For the longest time, Federation of Philippine Industries Chairman Dr. Jesus L. Arranza has been fighting smuggling and other illicit trade that threaten local industries. Recently, he sent a letter to President Marcos expressing grave concern over the alleged illegal use of imported palm olein, which threatens the country’s coconut industry.
In his letter to the President, Arranza said his group obtained verified information about unscrupulous palm olein traders, who allegedly are declaring their palm olein importations as animal feeds additives to avoid payment of value-added tax, among other duties.
On Tuesday, Arranza said the Office of the President has directed the Department of Agriculture to probe the illegal use of imported palm olein. “This response from the Office of the President is like receiving 10 doses of booster shots and strengthens our resolve to continue with the fight,” said Arranza, who also chairs the Fight Illicit Trade group. (Read, “Illegal use of imported palm olein robs govt of revenues,” in the BusinessMirror, January 25, 2023).
Arranza earlier wrote in his BusinessMirror column that a study done by the Center for Research and Communication Foundation, Inc. of the University of Asia and the Pacific found that palm oil is one of the products being smuggled into the Philippines in huge volumes. The study said the impact and multiplier effects of the smuggled goods from the eight industries studied resulted in P495.5 billion losses in the country’s gross domestic product, P1.1 trillion losses in gross output, P77.2 billion losses in household income, and 291,070 displaced workers.
“Coconut industry players have been complaining to me that imported palm olein has been flooding the market. Palm olein is the liquid fraction obtained during fractionation of palm oil, which involves crystallization under controlled temperature and removal of crystals by filtration. After this process, the oil product can be used for cooking. If this smuggled oil is sold in the country as such, it will kill the coconut oil industry,” Arranza said.
Since coconut oil is always priced much higher than palm olein, Arranza said these importers are allegedly “receiving another windfall of cash from substituting coconut oil with palm olein. This is naturally hurting the coconut farmers and industry.”
He added: “Our coconut oil is currently being used as biodiesel additive. Some of the complaints I received was that palm olein products are not only sold as cooking oil in the country; they are also being used as biodiesel additives, giving unfair competition to our coconut oil.”
What Arranza finds incredulous is the fact that importation of palm olein being declared as animal feeds additives has been growing by leaps and bounds despite the fact that the Philippine hog sector has been devastated by African swine fever outbreaks. In 2017, inspected net weight of palm olein imports was recorded at 2,781,370 kilograms; the figure went up to 8,515,376 in 2018.
“Here’s what I find anomalous: The Food and Agriculture Organization said that since the Department of Agriculture confirmed the first outbreak of African swine fever in the Philippines in July 2019, as of July 2022, 53 provinces, 704 cities and municipalities, and 3,832 barangays have experienced ASF outbreaks. There was an unresolved ASF outbreak until July 2022, but imports of palm olein being declared as additives to animal feeds surged to 14,281,972 kilograms in 2021,” Arranza said.
Arranza said he raised the issue before the Bureau of Animal Industry, which regulates the entry of palm olein for feed use, but did not get a satisfactory answer. The agency was not able to explain properly why the country’s imports of palm olein, as certified by BAI, rose last year despite hog farms still reeling from the effects of African swine fever.
Now that President Marcos has directed the Agriculture department to probe the illegal use of imported palm olein, we hope the agency will act with dispatch. This anomalous situation can cause a triple whammy to the country: First, the government will continue to lose billions of pesos in foregone revenues as a result of the misdeclaration of palm oil imports as animal feeds additives; second, palm olein imports unjustly compete with our coconut oil products in the market, which may ultimately kill the coconut industry; third, millions of jobs will be lost if coconut farmers stop planting the crop and coconut oil mills are forced to stop operations.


The full set of entries below must be returned exactly as shown.

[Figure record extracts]

· · · ·

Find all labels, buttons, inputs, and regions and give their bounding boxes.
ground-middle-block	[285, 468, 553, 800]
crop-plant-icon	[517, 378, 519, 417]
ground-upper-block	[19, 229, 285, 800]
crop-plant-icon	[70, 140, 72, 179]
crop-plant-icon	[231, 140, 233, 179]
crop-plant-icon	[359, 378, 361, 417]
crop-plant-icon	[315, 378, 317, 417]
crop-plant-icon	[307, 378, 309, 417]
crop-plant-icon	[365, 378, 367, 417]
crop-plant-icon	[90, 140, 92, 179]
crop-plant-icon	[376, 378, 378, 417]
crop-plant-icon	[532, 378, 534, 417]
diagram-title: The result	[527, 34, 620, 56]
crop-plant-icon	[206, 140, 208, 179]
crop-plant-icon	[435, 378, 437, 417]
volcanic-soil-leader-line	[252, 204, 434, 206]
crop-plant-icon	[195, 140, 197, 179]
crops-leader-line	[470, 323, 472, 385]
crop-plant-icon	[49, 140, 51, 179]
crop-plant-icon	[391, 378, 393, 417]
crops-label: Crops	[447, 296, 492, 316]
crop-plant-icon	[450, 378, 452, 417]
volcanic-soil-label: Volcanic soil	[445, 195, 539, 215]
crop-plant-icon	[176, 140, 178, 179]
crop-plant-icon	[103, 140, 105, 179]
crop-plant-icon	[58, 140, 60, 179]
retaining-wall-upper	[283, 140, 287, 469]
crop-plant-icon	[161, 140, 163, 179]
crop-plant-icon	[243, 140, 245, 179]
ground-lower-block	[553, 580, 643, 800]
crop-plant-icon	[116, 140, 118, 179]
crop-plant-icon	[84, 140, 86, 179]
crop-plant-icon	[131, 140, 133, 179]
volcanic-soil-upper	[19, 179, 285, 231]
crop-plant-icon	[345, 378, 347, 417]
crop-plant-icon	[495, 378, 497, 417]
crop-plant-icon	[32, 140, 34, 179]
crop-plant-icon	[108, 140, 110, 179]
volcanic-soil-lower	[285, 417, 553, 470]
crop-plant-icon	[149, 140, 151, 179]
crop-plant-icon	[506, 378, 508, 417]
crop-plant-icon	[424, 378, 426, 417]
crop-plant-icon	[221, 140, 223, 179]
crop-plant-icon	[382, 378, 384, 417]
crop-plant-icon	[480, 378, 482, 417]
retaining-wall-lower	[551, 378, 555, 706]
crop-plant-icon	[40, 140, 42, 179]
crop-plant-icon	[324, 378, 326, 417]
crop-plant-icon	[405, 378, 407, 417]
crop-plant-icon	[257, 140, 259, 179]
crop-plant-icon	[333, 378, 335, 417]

· · · ·

**Response area**
Find all labels, buttons, inputs, and regions and give their bounding boxes.
ground-middle-block	[285, 468, 553, 800]
crop-plant-icon	[517, 378, 519, 417]
ground-upper-block	[19, 229, 285, 800]
crop-plant-icon	[70, 140, 72, 179]
crop-plant-icon	[231, 140, 233, 179]
crop-plant-icon	[359, 378, 361, 417]
crop-plant-icon	[315, 378, 317, 417]
crop-plant-icon	[307, 378, 309, 417]
crop-plant-icon	[365, 378, 367, 417]
crop-plant-icon	[90, 140, 92, 179]
crop-plant-icon	[376, 378, 378, 417]
crop-plant-icon	[532, 378, 534, 417]
diagram-title: The result	[527, 34, 620, 56]
crop-plant-icon	[206, 140, 208, 179]
crop-plant-icon	[435, 378, 437, 417]
volcanic-soil-leader-line	[252, 204, 434, 206]
crop-plant-icon	[195, 140, 197, 179]
crops-leader-line	[470, 323, 472, 385]
crop-plant-icon	[49, 140, 51, 179]
crop-plant-icon	[391, 378, 393, 417]
crops-label: Crops	[447, 296, 492, 316]
crop-plant-icon	[450, 378, 452, 417]
volcanic-soil-label: Volcanic soil	[445, 195, 539, 215]
crop-plant-icon	[176, 140, 178, 179]
crop-plant-icon	[103, 140, 105, 179]
crop-plant-icon	[58, 140, 60, 179]
retaining-wall-upper	[283, 140, 287, 469]
crop-plant-icon	[161, 140, 163, 179]
crop-plant-icon	[243, 140, 245, 179]
ground-lower-block	[553, 580, 643, 800]
crop-plant-icon	[116, 140, 118, 179]
crop-plant-icon	[84, 140, 86, 179]
crop-plant-icon	[131, 140, 133, 179]
volcanic-soil-upper	[19, 179, 285, 231]
crop-plant-icon	[345, 378, 347, 417]
crop-plant-icon	[495, 378, 497, 417]
crop-plant-icon	[32, 140, 34, 179]
crop-plant-icon	[108, 140, 110, 179]
volcanic-soil-lower	[285, 417, 553, 470]
crop-plant-icon	[149, 140, 151, 179]
crop-plant-icon	[506, 378, 508, 417]
crop-plant-icon	[424, 378, 426, 417]
crop-plant-icon	[221, 140, 223, 179]
crop-plant-icon	[382, 378, 384, 417]
crop-plant-icon	[480, 378, 482, 417]
retaining-wall-lower	[551, 378, 555, 706]
crop-plant-icon	[40, 140, 42, 179]
crop-plant-icon	[324, 378, 326, 417]
crop-plant-icon	[405, 378, 407, 417]
crop-plant-icon	[257, 140, 259, 179]
crop-plant-icon	[333, 378, 335, 417]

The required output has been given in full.